How phone searches work

Underlying the controversy is a paragraph Germany added to its asylum law in 2017 that allows authorities to demand access to the cell phones, laptops, and tablets of asylum seekers if they cannot provide any valid passport or ID card and if an identification "cannot be achieved by milder means."

Once inside the devices, authorities use software to scan files for clues about where the phones have been. Such digital evidence includes location metadata attached to photos, country codes of numbers saved on the phone, or the language used in text messages.

The program automatically compiles results in a report. That document is kept confidential until a lawyer at the BAMF grants the office's case workers access. They can then factor in the results when they decide whether to grant asylum.

Between 2018 and 2021, the office searched over 47,000 devices of asylum seekers, according to data provided by BAMF.

That was necessary to "ensure a high-quality and secure asylum procedure," said a BAMF spokesperson.
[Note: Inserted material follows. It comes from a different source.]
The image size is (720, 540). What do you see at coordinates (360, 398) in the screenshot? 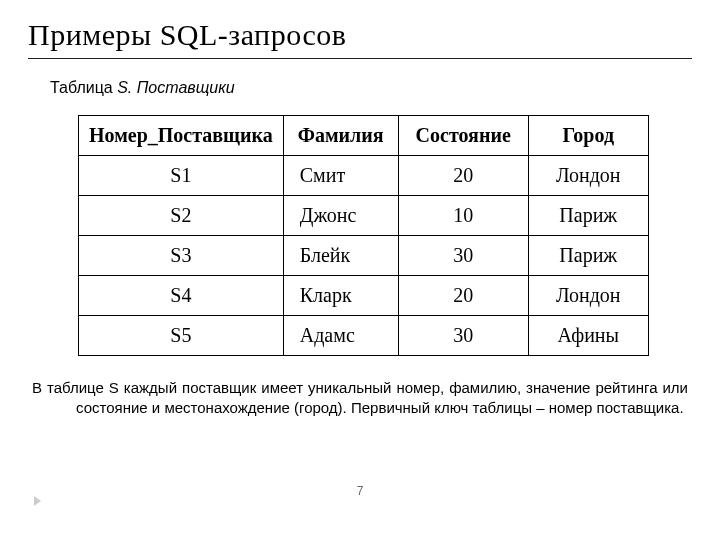
I see `footer-text: В таблице S каждый поставщик имеет уника…` at bounding box center [360, 398].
At the same time, he stressed that the searches were just one among several tools for "obtaining additional information to prepare the conduct of the asylum interview and, thus, placing the asylum decision on a broader and better basis."

Backlash from Germany's civil society

Since the practice was first introduced, it has met harsh criticism from civil liberties advocates in Germany — a country where the experience of two authoritarian regimes has made people particularly sensitive about privacy, and where the world's first data protection law was passed in 1970.

At the forefront of that fight is the Berlin-based nonprofit GFF. In 2019, the group published an investigation arguing that phone searches are both ineffective and intrusive.

By 2020, the group had convinced three asylum seekers from Syria, Afghanistan, and Cameroon to sue the BAMF. In three separate lawsuits, they argued that the agency had demanded access to highly intimate data stored on their phones without meeting the legal requirements. That, they said, encroached on their fundamental right to privacy.

During the very first hearing on June 1, 2021, held in an inconspicuous administrative court building in central Berlin, regional judges upheld the Afghan asylum seeker's complaint, a decision that came as a surprise to both parties.

In June 2021, a regional court in Berlin ruled in favor of the Afghan refugee | Photo: Janosch Delcker/DW
In June 2021, a regional court in Berlin ruled in favor of the Afghan refugee | Photo: Janosch Delcker/DW

On the spot — and aware that the practice affects tens of thousands of refugees — both the GFF and BAMF agreed that an appeal would go directly to the country's highest administrative judges in Leipzig. Shortly after, the GFF decided, together with the plaintiffs from Syria and Cameroon, to pause the other two lawsuits until the top court's decision.

The BAMF, meanwhile, has not changed its practice in the 20 months since, arguing that "the first-instance ruling represented an isolated case."

What about Germany's data protection watchdog?

The upcoming decision will likely have a greater legal impact.

"The Federal Administrative Court will deal with the question of whether the relevant paragraph in Germany's asylum law is a sufficient legal basis for what authorities are doing," court spokesperson Carsten Tegethoff told DW. "In this respect, the lawsuit is of fundamental importance."

At the same time, the ruling will also impact a separate complaint filed by the GFF that could put an end to the phone searches as they're conducted today. 

In early 2021, the nonprofit asked Germany's data protection watchdog, the Federal Commissioner for Data Protection and Freedom of Information, to look into the phone searches. Unlike the courts, the office has the power to directly order the BAMF to cease the practice.

Two years later, the watchdog has not yet reacted on the issue — something attorney Beckmann described as "disappointing."

But Christoph Stein, a spokesperson for the agency, confirmed to DW that the case was still pending. The office, he added, "intends to take the pending decision into account in its further actions."

All eyes are on what judges in Leipzig will decide.